Up until the day Baba rode up with his warrior men in a haze of thick, red dust, I'd never laid eyes on a woman. The closest thing to one I'd ever seen was in my dreams. A woman whose face I could never recall when I woke up, singing to me and smoothing coconut oil into the pores of my skin. In that dream, I am an infant. Now, I am fifteen. And I still tend to my cocoa brown skin with coconut oil.
I have seen many things a maiden of fifteen moons ought not to have seen, but a woman is not one of them. When I was born, men from Iga, surrounded our small clan and slaughtered every single female. Except for me, because my mother hid me. Baba's men do not talk about that day. I know now because Baba told me, and only after he had slapped my face for continually asking.
Baba said my mother used to be an Iga woman. And that after our warriors tried to take Iga and lost soundly, my mother was snatched from the farm where she was stealing a guinea fowl's eggs on their hasty retreat back to our valley. She was the betrothed of Iga’s most ruthless warrior. Aruka. After this, Aruka swore that every woman to ever stand on our soil would fall by the sword. And they did.
I never saw them because Baba had me hidden away in the mountains most of the time, with three guards whose testicles had been crushed so that my maidenhood could be preserved as was my life.
I ran from the mountains to our camp when I heard the flat, booming call of our clan's horn. We were victorious! Aruka was dead! My chest filled with pride and devotion as I watched Baba trot to the centre of the camp with his few surviving men and…and…what-who was that? A woman! Like from my dreams! Her bound hands were tied to Baba's horse, and she faltered and stumbled with each step.
Her hair was plaited in thick, dark cornrows, and her skin was the colour of a walnut. No one saw me where I was hiding in the trees, but she did. Her eyes were guileless, like that of a deer. Or in her predicament, a ewe. She was going to be hidden away and fattened so that she could produce strong sons for the clan. I knew because one of my guards told me after I pestered him for days when I espied Baba and his warriors offering sacrifices to the gods, praying for protection.
I felt something strong and beautiful flow from me to her. She was a prisoner like me. My kin. I felt no such thing for Baba, who was afraid to love me, for he could lose me like he lost my mother.
They took her away, and I followed easily. I’d roamed the valley all my life. It was many days before I went to meet her, many days of watching Baba and his best warriors come to her at night…Wiwa too, the arrogant warrior who thought I belonged to him because he was Baba's bravest warrior.
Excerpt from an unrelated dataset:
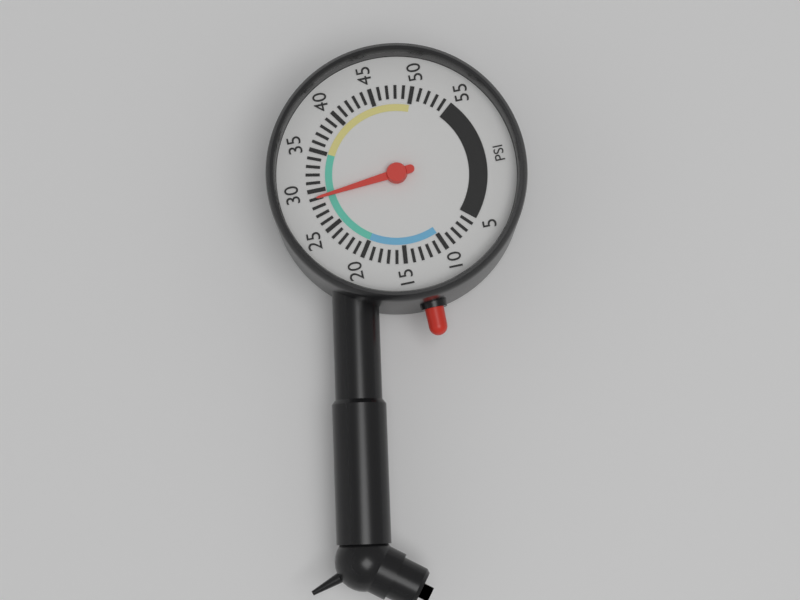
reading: 29 psi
Her name was Ishua, and she had seen twenty moons. Oh, she was wise! And graceful. Everything I was not. Ishua told me many things while the guards slept, and every three days, I could not wait to creep to the other end of the valley for her wondrous tales, her kind radiant smile. And her singing. It haunted me. And when I returned to my prison, I cried and cried, for something in me that was lost though I had never had it.
The woman from my dreams came every day now. It made my yearning painful and cruel, like a nightmare. One night, I stayed longer. As I listened to Ishua's clear, low singing, hot tears flowed down my cheeks, and my body began to tremble. I did not see her move, but her arms enveloped me, and my sobs rose from somewhere deep inside.
I had never touched another human being, not my father, and certainly not my guards. She was patting my back and smoothing my unruly hair. And that was how Wiwa found us. Wiwa, who had had his turn earlier that night. His loud curses woke the guards. Abomination! Abomination! Evil! I stared puzzledly at Ishua, who looked on dumbly. Evil? Where? Who?
He went to Ishua and felled her with a blow. I lunged at him like a wild baboon and scratched his face before the guards restrained me. The rest of the night was a passage in the blackness of the heart of man. When Wiwa accused me before Baba’s council of becoming Ishua’s lover, I was confused at first. And then stunned when I finally realized what he meant. Baba did not believe me, could not see that I only needed my mother. Hadn’t I attacked Wiwa?.
I was evil. Ishua was evil. She could not be entrusted to bear the clan's sons lest she passed on her evil seed. And so, they agreed. Another 'ewe' would be captured and bred. This time, maybe two. Ishua would be offered to the gods to appease their anger. As for me?
I would never be allowed to leave my prison until Baba decided what to do with me. The irony of it was that he loved me but could not love me. From the other side of the forest, her screams as they set her ablaze pierced me so deeply they echoed in my dreams for moons.
When Baba came up one day to say Wiwa had agreed to take me on as his wife, I said nothing. Everything inside me was broken. And what couldn't break was slowly dying. My guards whispered amongst themselves.
Sometimes, when I remember to breathe, I imagine telling my offspring about it—the death of ewe, of me.